Frequently Asked Questions
Seed two tenants with distinct data, authenticate as one, and try to access the other tenant's resources by ID, by query, through a background job, and through the cache. For reads, assert a 404 or 403 rather than a 200 with the other tenant's data. For queries, assert the result set contains only rows belonging to the requesting tenant, checked by both count and ID membership. For jobs and caches, seed one tenant's work or cache entry and assert it never surfaces for the other tenant. Run all of it against isolated, per-run tenant data, not a shared staging database, or the results can pass or fail for reasons that have nothing to do with your code.
Four recur across most multi-tenant codebases: a cross-tenant read where a valid resource ID resolves to another tenant's data (an IDOR variant), a query that omits the tenant_id predicate entirely and returns rows across every tenant, a background job or async worker that loses tenant context once work leaves the request path, and a cache key built without a tenant segment so one tenant's cached value gets served to another. Each has a distinct root cause and needs its own test rather than a single generic 'tenant isolation' smoke test.
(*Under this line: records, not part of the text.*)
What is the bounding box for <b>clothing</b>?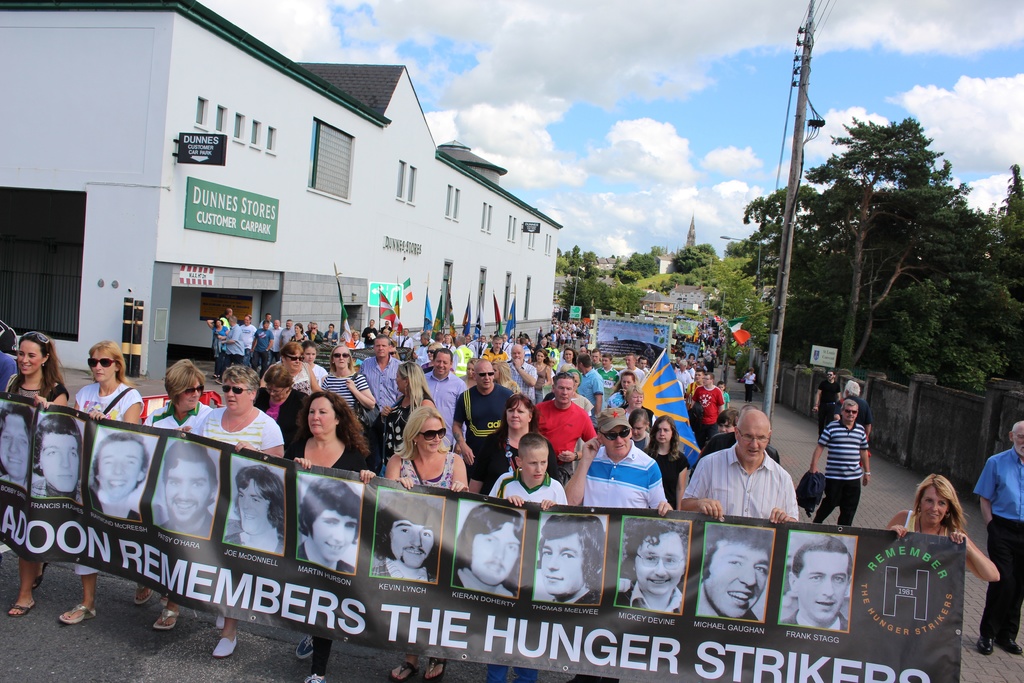
bbox=[0, 352, 15, 398].
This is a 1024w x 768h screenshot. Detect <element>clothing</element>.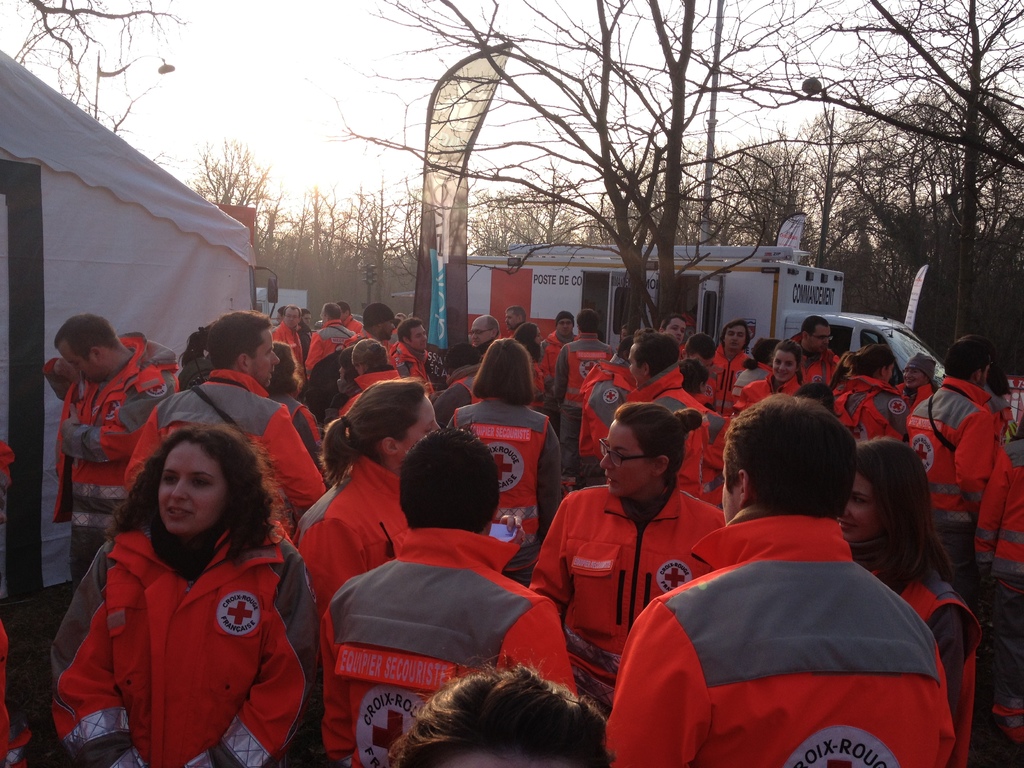
50:327:173:577.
Seed two tenants with a different number of rows each, run the query as one tenant, and assert two things: the returned count matches only that tenant's seeded rows, and none of the returned row IDs belong to the other tenant. The count check alone isn't enough, a query that filters on the wrong column can still return the right number of rows while returning the wrong ones. Pushing tenant scoping into a shared repository layer that every query goes through turns 'did the developer remember the filter' into a property of the abstraction instead of a per-query risk.
Tenant scoping is a cross-cutting concern spread across every query, endpoint, job, and cache key in the codebase, and a missing tenant_id predicate or an omitted tenant segment in a cache key doesn't produce a syntax error or an obviously wrong-looking line. It looks like ordinary code that happens to be missing one filter. Code review catches logic that looks wrong; it's much weaker at catching logic that's simply incomplete. That's why these failure modes need standing tests, not just careful reviewers.